In Cape Town, South Africa, McCormick engineering students take on biomedical design projects, crafting devices or systems that can help medical personnel in resource-poor areas of South Africa serve their patients better. Through the Public Health in Cuba program, students observe socialized medicine in action and learn about tropical diseases. Students joining the new Public Health in Israel program take a course in disaster medicine while also investigating minority and immigrant health issues.
Claudia Leung (Public Health in China program)
For her study abroad experience, Claudia Leung, who graduated from the School of Communication in 2011 with a WCAS global health minor, selected the Public Health in China program. Lectures were complemented with tours of a traditional Chinese medicine apothecary and visits to a geriatric center that blended cutting-edge Western methods with Eastern therapies, giving Leung a firsthand look at how culture affects the delivery of medicine.
“Rather than having it segregated, where you have to pick one way or the other, this represented a novel approach to medicine,” Leung said. After her study abroad, Leung returned to China, to do health education work with an international medical services organization in a rural village in Southwest China.
Now a student at the Feinberg School of Medicine, she is interested in how health care is delivered to patients struggling with chronic disease in rural areas. In the region where Leung worked in rural China, doctors don’t “see people until they’re very sick, because there are no systems set up for long-term disease care,” Leung said.

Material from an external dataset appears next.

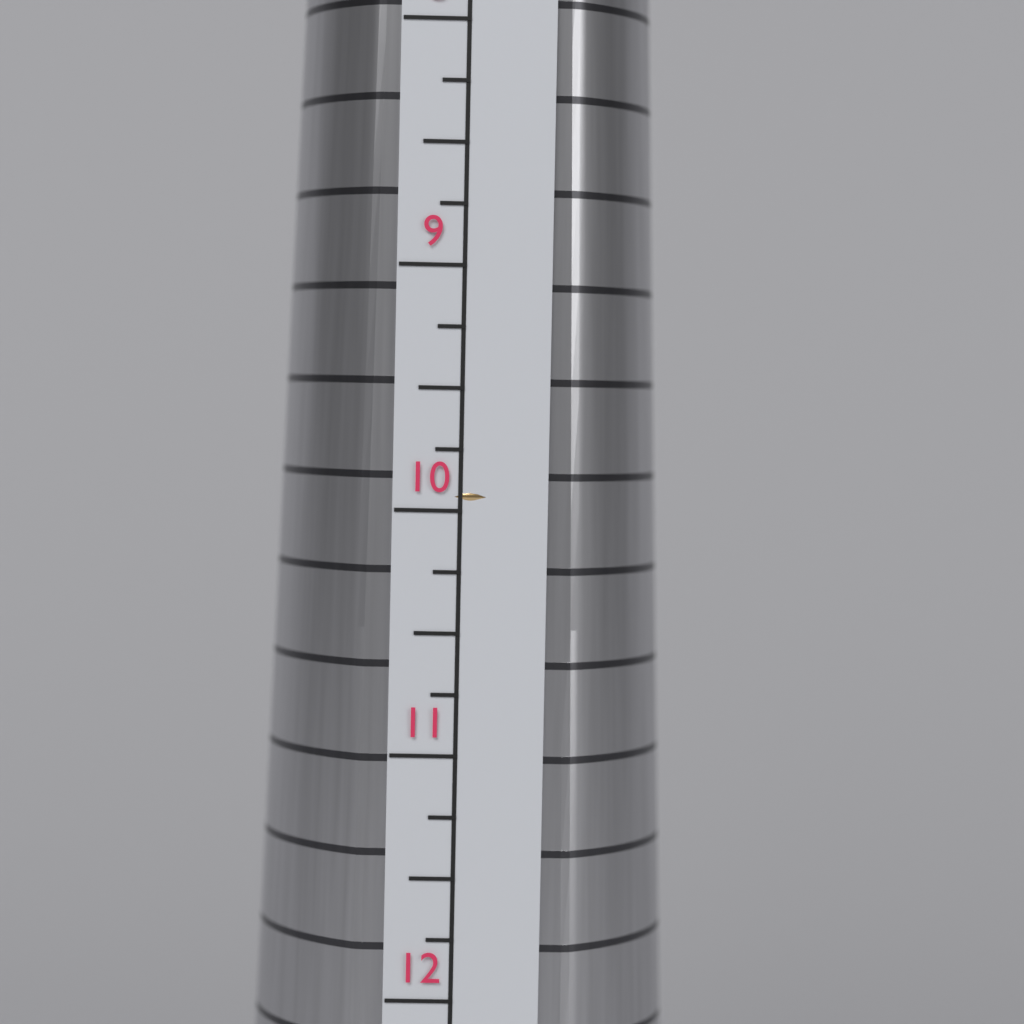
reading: 10.00 (no unit)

When she arrived at Feinberg, Leung connected with Claudia Hawkins, M.D., assistant professor in the Division of Infectious Diseases and the Center for Global Health, who helped her design a study program to delve into how HIV care is managed in Tanzania. Because the system for delivering HIV care is one of the only structured systems for chronic disease care that exists in rural areas, Leung wanted to determine if the model might be successfully replicated with patients who have other chronic diseases.

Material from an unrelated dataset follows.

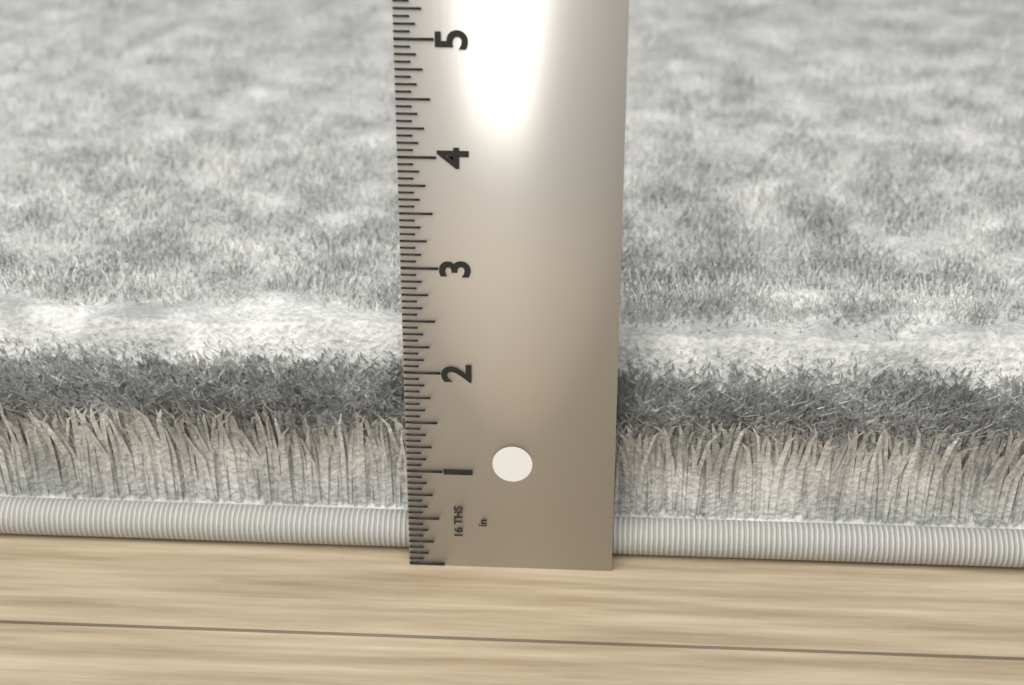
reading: 2.1250 in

Leung spent six weeks in Dar es Salaam visiting HIV clinics and talking with health care personnel. Her work with Hawkins was honored by the Infectious Diseases Society of America. Leung plans to return next year to continue her research and expects global health to continue to figure into her medical career.
Riley Smith (Public Health in South Africa program)

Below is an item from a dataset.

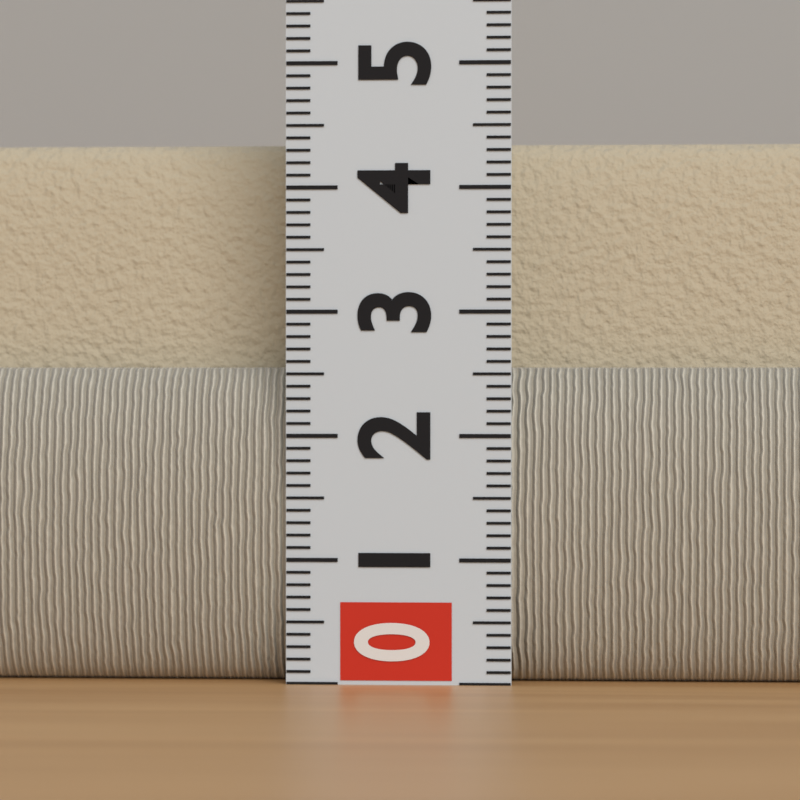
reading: 4.4 (no unit)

Riley Smith’s course also was altered by her experiences in the global health program. A premed student when she arrived, Smith (WCAS, 2014) spent 10 weeks on the Public Health and Development in South Africa program her junior year. Before she left, her global health professor Noelle Sullivan suggested Smith stay on in Cape Town after the study abroad program to pursue research. Smith worked with Sullivan on designing a proposal and won a Mabie Fellowship to study health care access for lesbians and bisexuals in Cape Town. Completing the structured study abroad program first gave her the background knowledge she needed on the South African health system, which proved crucial for carrying out her research. Smith presented her work at the American Public Health Association in November, an experience that underscored the importance of having the global health minor at the undergraduate level. “A lot of feedback I got was from people confused as to how I even got the opportunity to do that as an undergrad,” Smith said.
But a skim through the Northwestern Will: Strategic Plan 2011 shows that the University could not be more clear about the importance of global health studies at Northwestern.
“When members of our community actively engage beyond our campus borders, we change the lives not only of the individuals we touch but our own as well. As a University, we create even greater positive impact by pursuing a strategy of partnerships with other corporations, health and medical organizations, cultural and educational institutions, and government entities domestically and abroad.”